Reputation: 11963
I know its always a good practice to wrap every single IDisposible
objects with using
. But is it possible to create permanent memory leak like c++ if I failed to do so? (by permanent I mean the life time of the application)
I know GC will have a hard time with COM and native resources but lets assume I am using managed code only. No COM, no unsafe only built in packages and managed code. Is there any IDisposible
that GC won't be able to collect even after the variable is out of scope?
Upvotes: 1
Views: 365
Reputation: 13535
Yes it is possible. A common source of issues are Timers which when not disposed will keep a reference to your callback and keep your class which implements the callback and all associated data alive forever.
Besides unmanged objects another very common source are event registrations which are unregistered in the dispose method if no weak event pattern is used. That can become pretty cumbersome to manage which is the reason why WPF relies entirely on weak events to work around the lifetime issue. WPF Windows have no Dispose method. Lifetime is managed by the garbage collector entirely.
If you are working with WinForms on the other hand you will quickly notice what happens with if you forgot to call Dispose on some windows ...
Upvotes: 0
Reputation: 6981
Yes. When the GC collects an object, then the object's finalizer is run. In most implementations of IDisposable
, IDisposable.Dispose()
is called from the finalizer, which means that the object will be disposed when it is garbage collected.
However, sometimes this is not the case. For example, many objects in the SharpDX library are not disposed in their finalizers, so if you do not dispose them, then the native objects that they represent (in this case, graphics resources) will not be cleaned up and you will end up with a memory leak. This is actually the source of this problem I had a while ago.
Edit: I didn't see that you mentioned no unmanaged resources. In that case, no. All C# code that doesn't depend on unmanaged code must depend on the BCL, which does not easily create memory leaks.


# Problem description
Whenever a line of the listing contains the string "content", return that line.

/---

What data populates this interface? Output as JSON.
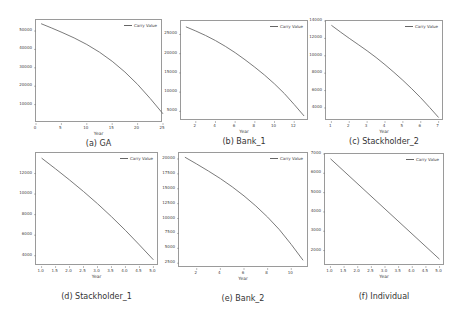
{
  "chart_data": [
    {
      "id": "a",
      "type": "line",
      "caption": "(a) GA",
      "title": "",
      "xlabel": "Year",
      "ylabel": "",
      "legend": [
        "Carry Value"
      ],
      "legend_position": "upper right",
      "grid": false,
      "xlim": [
        0,
        25
      ],
      "ylim": [
        0,
        56000
      ],
      "xticks": [
        "0",
        "5",
        "10",
        "15",
        "20",
        "25"
      ],
      "yticks": [
        "10000",
        "20000",
        "30000",
        "40000",
        "50000"
      ],
      "series": [
        {
          "name": "Carry Value",
          "x": [
            1,
            5,
            10,
            15,
            20,
            25
          ],
          "values": [
            54000,
            49500,
            43000,
            34000,
            21500,
            5000
          ]
        }
      ],
      "frame": {
        "left": 35,
        "top": 19,
        "width": 127,
        "height": 103
      }
    },
    {
      "id": "b",
      "type": "line",
      "caption": "(b) Bank_1",
      "title": "",
      "xlabel": "Year",
      "ylabel": "",
      "legend": [
        "Carry Value"
      ],
      "legend_position": "upper right",
      "grid": false,
      "xlim": [
        0.5,
        13.5
      ],
      "ylim": [
        2500,
        28500
      ],
      "xticks": [
        "2",
        "4",
        "6",
        "8",
        "10",
        "12"
      ],
      "yticks": [
        "5000",
        "10000",
        "15000",
        "20000",
        "25000"
      ],
      "series": [
        {
          "name": "Carry Value",
          "x": [
            1,
            3,
            5,
            7,
            9,
            11,
            13
          ],
          "values": [
            27000,
            24800,
            22000,
            18500,
            14500,
            9800,
            3800
          ]
        }
      ],
      "frame": {
        "left": 180,
        "top": 20,
        "width": 128,
        "height": 100
      }
    },
    {
      "id": "c",
      "type": "line",
      "caption": "(c) Stackholder_2",
      "title": "",
      "xlabel": "Year",
      "ylabel": "",
      "legend": [
        "Carry Value"
      ],
      "legend_position": "upper right",
      "grid": false,
      "xlim": [
        0.7,
        7.3
      ],
      "ylim": [
        2500,
        14000
      ],
      "xticks": [
        "1",
        "2",
        "3",
        "4",
        "5",
        "6",
        "7"
      ],
      "yticks": [
        "4000",
        "6000",
        "8000",
        "10000",
        "12000",
        "14000"
      ],
      "series": [
        {
          "name": "Carry Value",
          "x": [
            1,
            2,
            3,
            4,
            5,
            6,
            7
          ],
          "values": [
            13500,
            12000,
            10600,
            9000,
            7200,
            5200,
            2900
          ]
        }
      ],
      "frame": {
        "left": 325,
        "top": 20,
        "width": 118,
        "height": 100
      }
    },
    {
      "id": "d",
      "type": "line",
      "caption": "(d) Stackholder_1",
      "title": "",
      "xlabel": "Year",
      "ylabel": "",
      "legend": [
        "Carry Value"
      ],
      "legend_position": "upper right",
      "grid": false,
      "xlim": [
        0.8,
        5.2
      ],
      "ylim": [
        3000,
        14000
      ],
      "xticks": [
        "1.0",
        "1.5",
        "2.0",
        "2.5",
        "3.0",
        "3.5",
        "4.0",
        "4.5",
        "5.0"
      ],
      "yticks": [
        "4000",
        "6000",
        "8000",
        "10000",
        "12000"
      ],
      "series": [
        {
          "name": "Carry Value",
          "x": [
            1,
            2,
            3,
            4,
            5
          ],
          "values": [
            13500,
            11400,
            9100,
            6500,
            3600
          ]
        }
      ],
      "frame": {
        "left": 35,
        "top": 152,
        "width": 123,
        "height": 113
      }
    },
    {
      "id": "e",
      "type": "line",
      "caption": "(e) Bank_2",
      "title": "",
      "xlabel": "Year",
      "ylabel": "",
      "legend": [
        "Carry Value"
      ],
      "legend_position": "upper right",
      "grid": false,
      "xlim": [
        0.5,
        11.5
      ],
      "ylim": [
        1700,
        21000
      ],
      "xticks": [
        "2",
        "4",
        "6",
        "8",
        "10"
      ],
      "yticks": [
        "2500",
        "5000",
        "7500",
        "10000",
        "12500",
        "15000",
        "17500",
        "20000"
      ],
      "series": [
        {
          "name": "Carry Value",
          "x": [
            1,
            3,
            5,
            7,
            9,
            11
          ],
          "values": [
            20300,
            18000,
            15400,
            12200,
            8300,
            3000
          ]
        }
      ],
      "frame": {
        "left": 178,
        "top": 152,
        "width": 130,
        "height": 115
      }
    },
    {
      "id": "f",
      "type": "line",
      "caption": "(f) Individual",
      "title": "",
      "xlabel": "Year",
      "ylabel": "",
      "legend": [
        "Carry Value"
      ],
      "legend_position": "upper right",
      "grid": false,
      "xlim": [
        0.8,
        5.2
      ],
      "ylim": [
        1200,
        7000
      ],
      "xticks": [
        "1.0",
        "1.5",
        "2.0",
        "2.5",
        "3.0",
        "3.5",
        "4.0",
        "4.5",
        "5.0"
      ],
      "yticks": [
        "2000",
        "3000",
        "4000",
        "5000",
        "6000",
        "7000"
      ],
      "series": [
        {
          "name": "Carry Value",
          "x": [
            1,
            5
          ],
          "values": [
            6750,
            1550
          ]
        }
      ],
      "frame": {
        "left": 324,
        "top": 153,
        "width": 120,
        "height": 112
      }
    }
  ],
  "colors": {
    "line": "#6b6b6b",
    "frame": "#9a9a9a",
    "text": "#333333"
  }
}
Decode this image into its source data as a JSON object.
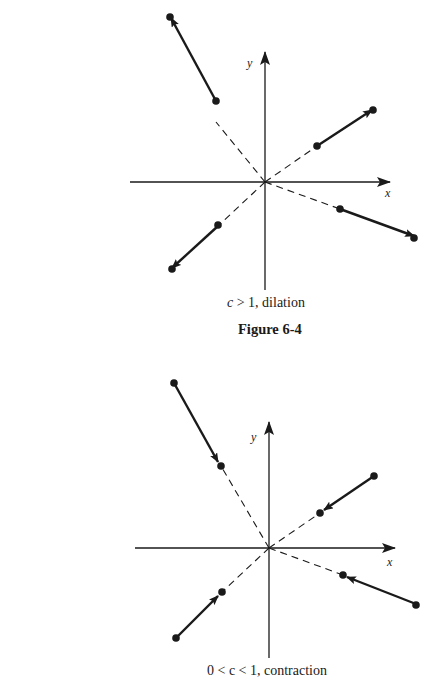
{
  "figures": [
    {
      "id": "dilation",
      "caption_c": "c",
      "caption_rest": " > 1, dilation",
      "title": "Figure 6-4",
      "axis_x_label": "x",
      "axis_y_label": "y",
      "origin": [
        265,
        182
      ],
      "vectors": [
        {
          "from": [
            216,
            72
          ],
          "to": [
            171,
            18
          ]
        },
        {
          "from": [
            317,
            146
          ],
          "to": [
            372,
            110
          ]
        },
        {
          "from": [
            218,
            226
          ],
          "to": [
            172,
            268
          ]
        },
        {
          "from": [
            340,
            209
          ],
          "to": [
            414,
            238
          ]
        }
      ]
    },
    {
      "id": "contraction",
      "caption": "0 < c < 1, contraction",
      "axis_x_label": "x",
      "axis_y_label": "y",
      "origin": [
        269,
        548
      ],
      "vectors": [
        {
          "from": [
            174,
            383
          ],
          "to": [
            221,
            466
          ]
        },
        {
          "from": [
            374,
            476
          ],
          "to": [
            320,
            513
          ]
        },
        {
          "from": [
            176,
            638
          ],
          "to": [
            222,
            592
          ]
        },
        {
          "from": [
            416,
            604
          ],
          "to": [
            343,
            575
          ]
        }
      ]
    }
  ],
  "colors": {
    "ink": "#1a1a1a",
    "background": "#ffffff"
  }
}
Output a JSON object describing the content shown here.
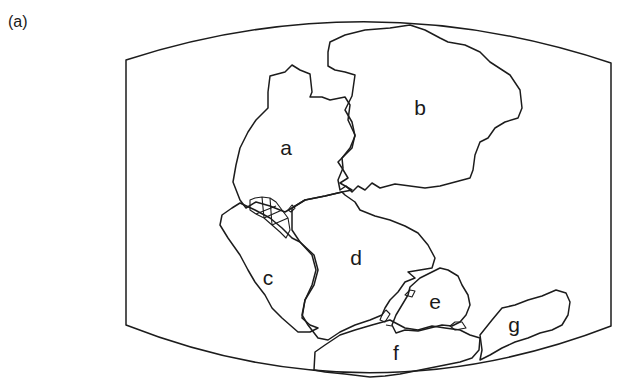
{
  "figure": {
    "panel_label": "(a)",
    "type": "paleogeographic reconstruction map",
    "continent_labels": {
      "a": "a",
      "b": "b",
      "c": "c",
      "d": "d",
      "e": "e",
      "f": "f",
      "g": "g"
    },
    "colors": {
      "line": "#1c1c1c",
      "background": "#ffffff"
    }
  }
}
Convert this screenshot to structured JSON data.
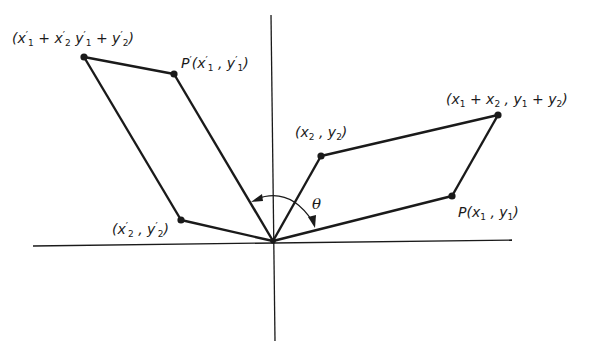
{
  "diagram": {
    "type": "vector-rotation-parallelogram",
    "colors": {
      "stroke": "#1a1a1a",
      "background": "#ffffff"
    },
    "axes": {
      "x_axis": {
        "x1": 33,
        "y1": 246,
        "x2": 512,
        "y2": 240
      },
      "y_axis": {
        "x1": 271,
        "y1": 15,
        "x2": 275,
        "y2": 341
      }
    },
    "origin": {
      "x": 273,
      "y": 241
    },
    "points": [
      {
        "id": "P",
        "x": 452,
        "y": 196,
        "label": "P(x₁ , y₁)"
      },
      {
        "id": "Q",
        "x": 321,
        "y": 156,
        "label": "(x₂ , y₂)"
      },
      {
        "id": "S",
        "x": 498,
        "y": 115,
        "label": "(x₁ + x₂ , y₁ + y₂)"
      },
      {
        "id": "P_prime",
        "x": 174,
        "y": 74,
        "label": "P′(x′₁ , y′₁)"
      },
      {
        "id": "Q_prime",
        "x": 181,
        "y": 220,
        "label": "(x′₂ , y′₂)"
      },
      {
        "id": "S_prime",
        "x": 84,
        "y": 57,
        "label": "(x′₁ + x′₂ y′₁ + y′₂)"
      }
    ],
    "angle_label": "θ"
  },
  "labels": {
    "s_prime": "(x′₁ + x′₂ y′₁ + y′₂)",
    "p_prime": "P′(x′₁ , y′₁)",
    "s": "(x₁ + x₂ , y₁ + y₂)",
    "q": "(x₂ , y₂)",
    "p": "P(x₁ , y₁)",
    "q_prime": "(x′₂ , y′₂)",
    "theta": "θ"
  }
}
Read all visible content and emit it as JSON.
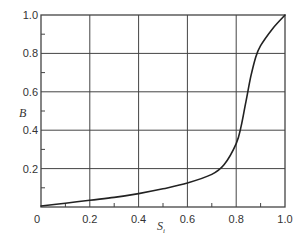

\---

# Expected output
Output a JSON object describing the content shown here.
Read all visible content and emit it as JSON.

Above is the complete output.